Friday, February 15, 2019

February 15 Radio History



➦In 1926...Mary Lee Robb Cline was born. She  was a radio actress during the 1940s and 1950s.

Robb made her radio debut in 1947 on the Lum and Abner program.
She is best known for playing Marjorie, Gildersleeve's niece, on The Great Gildersleeve, replacing Louise Erickson in that role. A small role in a 1948 episode led to the full-time role of Marjorie, which she played until 1954. She also appeared on The Penny Singleton Show and with Burns & Allen.

She died of heart failure Aug. 26 2006 at age 80.




➦In 1932…George burns & Gracis became regulars on The Guy Lombardo Show on CBS. When Lombardo switched to NBC, Burns and Allen took over his CBS spot with The Adventures of Gracie beginning September 19, 1934,  Burns and Allen's radio show was inducted into the National Radio Hall of Fame in 1994.

➦In 1943…The radio drama 'My True Story' made its debut  ABC Radio Network. It was the start of a 19-year run on daily radio.  


➦In 1965…Singer Nat King Cole died in 1965 from cancer at age 45.

On November 5, 1956, The Nat 'King' Cole Show debuted on NBC TV . The variety program was one of the first hosted by an African American, and started at a length of fifteen-minutes but was increased to a half-hour in July 1957. Rheingold Beer was a regional sponsor, but a national sponsor was never found.

The show was in trouble financially despite efforts by NBC, Harry Belafonte, Tony Bennett, Ella Fitzgerald, Eartha Kitt, Frankie Laine, Peggy Lee, and Mel Tormé.  Cole decided to end the program. The last episode aired on December 17, 1957. Commenting on the lack of sponsorship, Cole said shortly after its demise, "Madison Avenue is afraid of the dark."

➦In 2002...former CBS Radio correspondent and ABC TV anchorman Howard K. Smith died of pneumonia at age 87.  He was one of the original members of the team of WW2 correspondents known as the Murrow Boys.

Upon graduating, Smith worked for the New Orleans Item, with United Press in London, and with The New York Times. In January 1940, Smith was sent to Berlin, where he joined the Columbia Broadcasting System under Edward R. Murrow. He visited Hitler's mountain retreat at Berchtesgaden and interviewed many leading Nazis, including Hitler himself, Schutzstaffel or "SS" leader Heinrich Himmler and Propaganda Minister Joseph Goebbels. When Smith refused to include Nazi propaganda in his reports, the Gestapo seized his notebooks and threw him out of the country. He left for Switzerland on December 6, 1941, the day before the Japanese attack on Pearl Harbor, Hawaii.

He was one of the last American reporters to leave Berlin before Germany and the United States went to war.

➦In 2014…Journalist and Detroit radio personality (WCHB 1200 AM) Angelo Henderson, died at the age of 51. At the time of his death he was recovering from surgery conducted a month earlier. Henderson died from venous thromboembolism – a blood clot that starts in a vein – that included pulmonary embolism, when the clot breaks free and travels to the lung.

In 1999, Henderson won the Pulitzer Prize for Distinguished Feature Writing. Henderson remains the only African American journalist to win the Pulitzer Prize for The Wall Street Journal.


▸ Required action
Return only those lines of the material that contain "Image".

BEGIN Input data

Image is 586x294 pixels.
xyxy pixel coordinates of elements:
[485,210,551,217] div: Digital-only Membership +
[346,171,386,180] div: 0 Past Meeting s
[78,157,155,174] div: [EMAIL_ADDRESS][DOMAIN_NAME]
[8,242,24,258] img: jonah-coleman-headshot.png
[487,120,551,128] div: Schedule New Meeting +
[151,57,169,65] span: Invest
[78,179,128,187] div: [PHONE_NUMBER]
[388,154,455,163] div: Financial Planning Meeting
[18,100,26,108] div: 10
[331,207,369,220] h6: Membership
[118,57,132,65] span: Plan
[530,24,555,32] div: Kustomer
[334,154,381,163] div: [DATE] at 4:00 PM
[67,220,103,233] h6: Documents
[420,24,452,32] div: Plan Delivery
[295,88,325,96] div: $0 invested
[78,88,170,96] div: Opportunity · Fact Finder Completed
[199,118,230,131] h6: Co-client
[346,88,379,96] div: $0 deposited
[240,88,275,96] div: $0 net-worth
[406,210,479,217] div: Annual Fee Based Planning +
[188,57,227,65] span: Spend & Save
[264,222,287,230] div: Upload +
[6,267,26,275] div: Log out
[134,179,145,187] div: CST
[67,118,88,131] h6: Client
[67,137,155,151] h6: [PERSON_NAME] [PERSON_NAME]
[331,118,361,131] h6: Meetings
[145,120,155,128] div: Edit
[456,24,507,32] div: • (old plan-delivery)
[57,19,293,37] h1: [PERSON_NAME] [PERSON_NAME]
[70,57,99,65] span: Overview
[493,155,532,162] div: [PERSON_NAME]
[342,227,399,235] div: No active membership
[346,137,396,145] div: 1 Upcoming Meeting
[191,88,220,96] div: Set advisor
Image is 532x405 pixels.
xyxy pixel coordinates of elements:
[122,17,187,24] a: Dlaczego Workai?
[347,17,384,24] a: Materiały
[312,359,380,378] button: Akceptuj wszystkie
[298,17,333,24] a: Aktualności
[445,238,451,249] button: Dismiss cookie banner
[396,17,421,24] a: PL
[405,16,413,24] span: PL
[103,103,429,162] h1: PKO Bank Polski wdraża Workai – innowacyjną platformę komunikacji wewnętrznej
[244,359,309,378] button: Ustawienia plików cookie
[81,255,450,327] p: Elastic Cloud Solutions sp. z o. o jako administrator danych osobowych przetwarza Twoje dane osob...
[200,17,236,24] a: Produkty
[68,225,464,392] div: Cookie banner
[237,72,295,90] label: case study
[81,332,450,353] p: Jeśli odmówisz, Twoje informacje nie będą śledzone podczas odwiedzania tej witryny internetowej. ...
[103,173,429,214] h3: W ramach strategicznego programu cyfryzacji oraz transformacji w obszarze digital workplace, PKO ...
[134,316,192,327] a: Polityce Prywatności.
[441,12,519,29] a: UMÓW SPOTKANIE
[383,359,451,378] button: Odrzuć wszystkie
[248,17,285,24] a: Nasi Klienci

END Input data

▸ Solution to the exercise
Image is 586x294 pixels.
Image is 532x405 pixels.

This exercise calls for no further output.